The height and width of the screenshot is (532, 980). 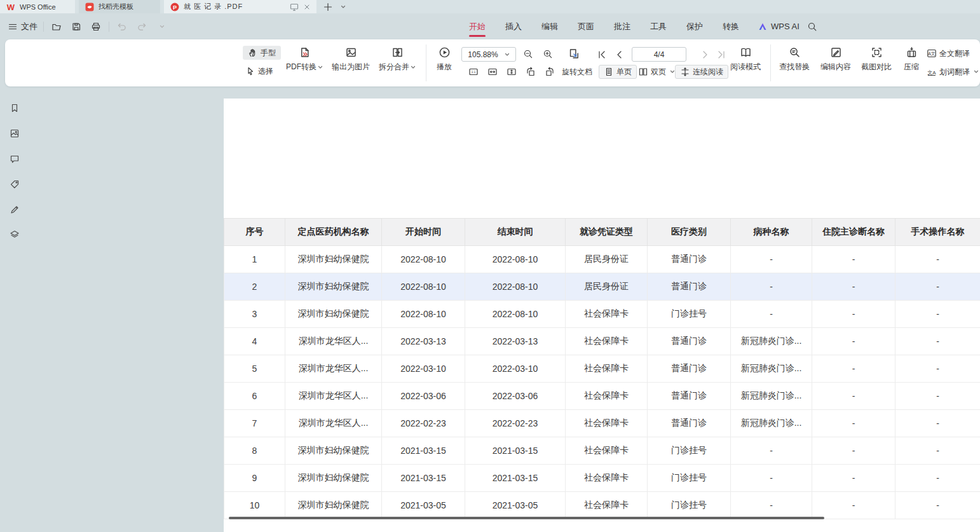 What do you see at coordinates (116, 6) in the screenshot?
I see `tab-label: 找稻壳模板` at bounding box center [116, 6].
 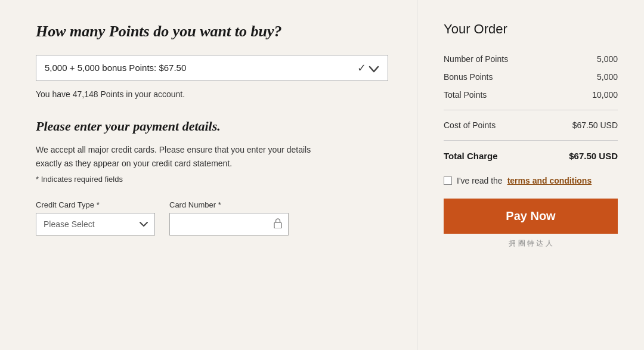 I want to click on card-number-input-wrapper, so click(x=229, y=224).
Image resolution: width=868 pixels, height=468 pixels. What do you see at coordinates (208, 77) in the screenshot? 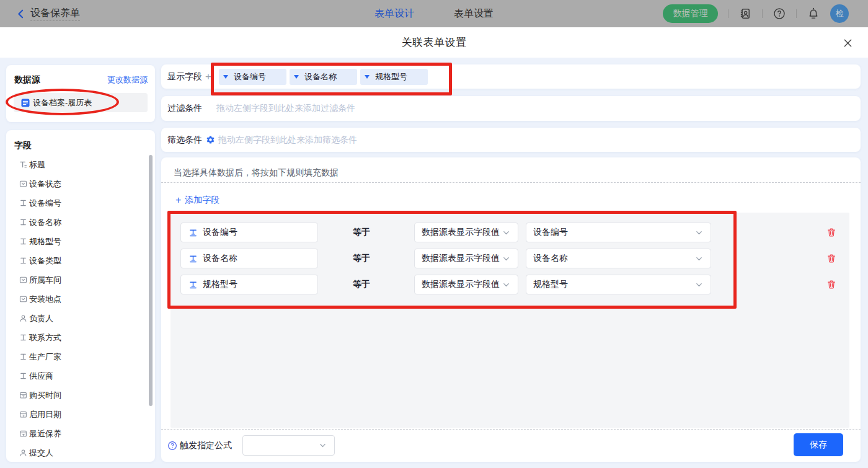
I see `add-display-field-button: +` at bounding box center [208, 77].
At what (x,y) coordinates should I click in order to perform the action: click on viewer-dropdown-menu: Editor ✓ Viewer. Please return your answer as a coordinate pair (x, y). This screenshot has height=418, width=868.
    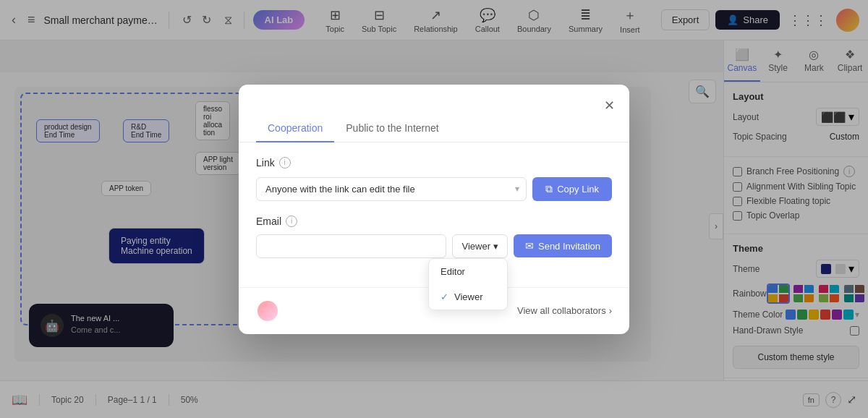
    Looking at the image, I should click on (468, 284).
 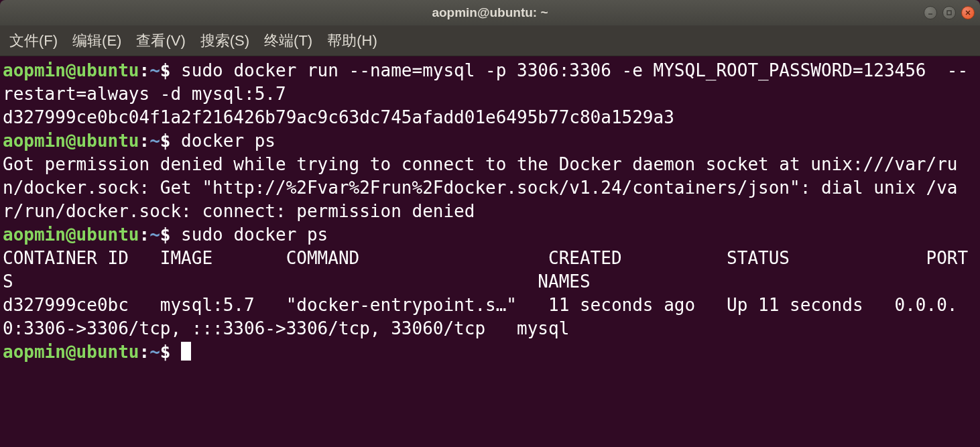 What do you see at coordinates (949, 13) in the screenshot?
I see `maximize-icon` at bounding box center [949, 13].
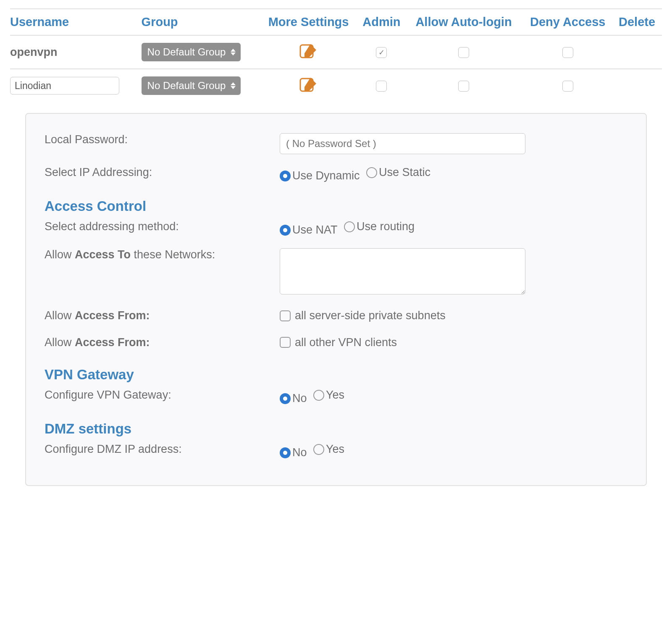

**Problem requirements**.
What is needed is an exact copy of every line from the one with "Image resolution: width=868" to the end of the listing above, with the pictures left out.

**Answer**.
Image resolution: width=868 pixels, height=468 pixels. What do you see at coordinates (208, 77) in the screenshot? 
I see `add-display-field-button: +` at bounding box center [208, 77].
At what (x,y) coordinates should I click in order to perform the action: click on viewer-dropdown-menu: Editor ✓ Viewer. Please return your answer as a coordinate pair (x, y). This screenshot has height=418, width=868.
    Looking at the image, I should click on (468, 284).
  What do you see at coordinates (949, 13) in the screenshot?
I see `maximize-icon` at bounding box center [949, 13].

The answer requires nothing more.